Your and @Simon_Richter's comments are key here, on principles at least. The amount is all that's the matter.
To clarify the relevant amounts, then:
The fundamental wavelength is unimportant; edge rates matter.
The electrical length of the rising edge, even from a fast MCU of ~1ns (~20cm), is relevant to signal quality purposes. It is still insignificant over this length (7cm, assuming a straight-line route).
The short length, means the trace can be modeled as a simple L, C, LC or R element; which one, depends on its impedance relative to its termination(s).
In this case, due to dielectric thickness and available trace widths, and the high impedance load (assuming it's a CMOS input pin), it seems likely the trace will have a lowish impedance, so it will manifest as C.
You have the option of using a minimum source impedance equal to the CMOS pin driver impedance (typically ballpark 40-70Ω), or higher (by adding external source termination). A higher resistance gives an effective R-C low-pass circuit. You could also use series inductance to make a 2nd order low-pass, or in general, any filter network between driving pin and trace.
If slower edges are tolerable, the lowpass effect can be valuable to reduce harmonics. How far, depends on the acceptable rise time. There should be a maximum risetime specified on the device. (This spec also likely restricts the device from using a sinusoidal input, by the way.)
You may not need the EMI shield, particularly if the harmonics are reduced with excess source termination. The signal can also be filtered explicitly (with an RLC filter section), to attenuate harmonics even faster. It seems unlikely this would be necessary.
Note that the same logic applies to the PDM returned from the device: it should be source terminated or filtered to about the same degree as the clock. PDM has few edges/sec. than the clock driving it, so it will be less critical with respect to RFI (by ~6dB).
As for harmonic content, 250MHz may be -34dB from the 4.8MHz fundamental, but that's still ~50mV peak, and EMI limits are closer to single digit mV. Now, this trace, and the flex extension itself, will behave as an electrically-short antenna, so will have less than unity gain (in the sense of V input → V/m field strength, ignoring antenna factor and other considerations for sake of simplicity). Gain is further reduced by the wide ground and poor coupling off a microstrip trace. It may be that no additional filtering is required, that the antenna gain is less than -34dB to begin with; if it turns out it's higher than this, then somewhere between 0 and 34dB of filter attenuation would be in the right ballpark to deal with it. This could require a high order LC filter to achieve such attenuation, while still respecting risetime requirements; most likely the shield would be preferable at that point.
Most likely, other elements in the circuit will be more prone to EMI, particularly any connectors, or any sections operating on higher voltages and currents (e.g. switching regulators).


> _WORK TO COMPLETE_
An exact, picture-free copy of the listing is required.

> _DATASET ENTRIES_

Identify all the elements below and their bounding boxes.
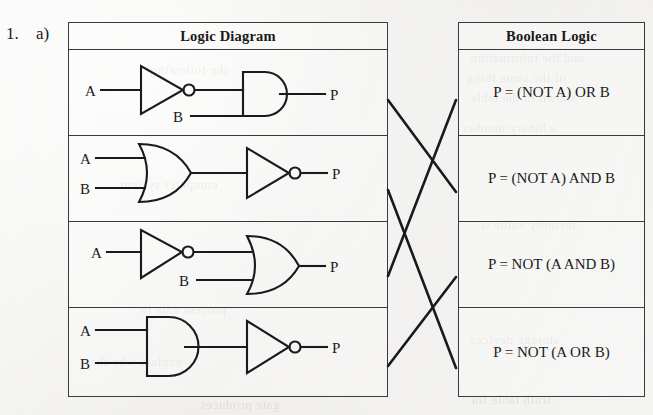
circuit-and-then-not: A B P xyxy=(69,308,387,396)
input-a-label: A xyxy=(85,83,96,99)
table-row[interactable]: A B P xyxy=(69,308,388,397)
logic-diagram-header: Logic Diagram xyxy=(69,23,388,50)
boolean-expression-3[interactable]: P = NOT (A AND B) xyxy=(459,222,645,308)
input-a-label: A xyxy=(91,245,102,261)
circuit-or-then-not: A B P xyxy=(69,136,387,221)
question-part-letter: a) xyxy=(36,24,49,44)
input-b-label: B xyxy=(80,356,90,372)
output-p-label: P xyxy=(332,340,340,356)
output-p-label: P xyxy=(330,87,338,103)
circuit-not-then-or: A B P xyxy=(69,222,387,307)
logic-diagram-cell-4[interactable]: A B P xyxy=(69,308,388,397)
boolean-logic-header-row: Boolean Logic xyxy=(459,23,645,50)
table-row[interactable]: P = NOT (A OR B) xyxy=(459,308,645,397)
boolean-expression-2[interactable]: P = (NOT A) AND B xyxy=(459,136,645,222)
boolean-logic-table: Boolean Logic P = (NOT A) OR B P = (NOT … xyxy=(458,22,645,397)
input-b-label: B xyxy=(179,273,189,289)
input-a-label: A xyxy=(80,151,91,167)
logic-diagram-cell-2[interactable]: A B P xyxy=(69,136,388,222)
input-a-label: A xyxy=(80,323,91,339)
logic-diagram-table: Logic Diagram A B P xyxy=(68,22,388,397)
circuit-not-then-and: A B P xyxy=(69,50,387,135)
boolean-logic-header: Boolean Logic xyxy=(459,23,645,50)
input-b-label: B xyxy=(80,181,90,197)
boolean-expression-4[interactable]: P = NOT (A OR B) xyxy=(459,308,645,397)
table-row[interactable]: P = (NOT A) OR B xyxy=(459,50,645,136)
logic-diagram-header-row: Logic Diagram xyxy=(69,23,388,50)
table-row[interactable]: P = (NOT A) AND B xyxy=(459,136,645,222)
table-row[interactable]: P = NOT (A AND B) xyxy=(459,222,645,308)
input-b-label: B xyxy=(173,109,183,125)
table-row[interactable]: A B P xyxy=(69,50,388,136)
table-row[interactable]: A B P xyxy=(69,222,388,308)
output-p-label: P xyxy=(330,259,338,275)
boolean-expression-1[interactable]: P = (NOT A) OR B xyxy=(459,50,645,136)
output-p-label: P xyxy=(332,166,340,182)
table-row[interactable]: A B P xyxy=(69,136,388,222)
logic-diagram-cell-1[interactable]: A B P xyxy=(69,50,388,136)
question-number: 1. xyxy=(6,24,19,44)
logic-diagram-cell-3[interactable]: A B P xyxy=(69,222,388,308)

> _RESULT_
Identify all the elements below and their bounding boxes.
circuit-and-then-not: A B P xyxy=(69,308,387,396)
input-a-label: A xyxy=(85,83,96,99)
table-row[interactable]: A B P xyxy=(69,308,388,397)
logic-diagram-header: Logic Diagram xyxy=(69,23,388,50)
boolean-expression-3[interactable]: P = NOT (A AND B) xyxy=(459,222,645,308)
input-a-label: A xyxy=(91,245,102,261)
circuit-or-then-not: A B P xyxy=(69,136,387,221)
question-part-letter: a) xyxy=(36,24,49,44)
input-b-label: B xyxy=(80,356,90,372)
output-p-label: P xyxy=(332,340,340,356)
output-p-label: P xyxy=(330,87,338,103)
circuit-not-then-or: A B P xyxy=(69,222,387,307)
logic-diagram-cell-4[interactable]: A B P xyxy=(69,308,388,397)
boolean-logic-header-row: Boolean Logic xyxy=(459,23,645,50)
table-row[interactable]: P = NOT (A OR B) xyxy=(459,308,645,397)
boolean-expression-2[interactable]: P = (NOT A) AND B xyxy=(459,136,645,222)
boolean-logic-table: Boolean Logic P = (NOT A) OR B P = (NOT … xyxy=(458,22,645,397)
input-b-label: B xyxy=(179,273,189,289)
input-a-label: A xyxy=(80,151,91,167)
logic-diagram-cell-2[interactable]: A B P xyxy=(69,136,388,222)
input-a-label: A xyxy=(80,323,91,339)
logic-diagram-table: Logic Diagram A B P xyxy=(68,22,388,397)
circuit-not-then-and: A B P xyxy=(69,50,387,135)
boolean-logic-header: Boolean Logic xyxy=(459,23,645,50)
input-b-label: B xyxy=(80,181,90,197)
boolean-expression-4[interactable]: P = NOT (A OR B) xyxy=(459,308,645,397)
table-row[interactable]: P = (NOT A) OR B xyxy=(459,50,645,136)
logic-diagram-header-row: Logic Diagram xyxy=(69,23,388,50)
table-row[interactable]: P = (NOT A) AND B xyxy=(459,136,645,222)
table-row[interactable]: P = NOT (A AND B) xyxy=(459,222,645,308)
input-b-label: B xyxy=(173,109,183,125)
table-row[interactable]: A B P xyxy=(69,50,388,136)
table-row[interactable]: A B P xyxy=(69,222,388,308)
output-p-label: P xyxy=(330,259,338,275)
boolean-expression-1[interactable]: P = (NOT A) OR B xyxy=(459,50,645,136)
output-p-label: P xyxy=(332,166,340,182)
table-row[interactable]: A B P xyxy=(69,136,388,222)
logic-diagram-cell-1[interactable]: A B P xyxy=(69,50,388,136)
question-number: 1. xyxy=(6,24,19,44)
logic-diagram-cell-3[interactable]: A B P xyxy=(69,222,388,308)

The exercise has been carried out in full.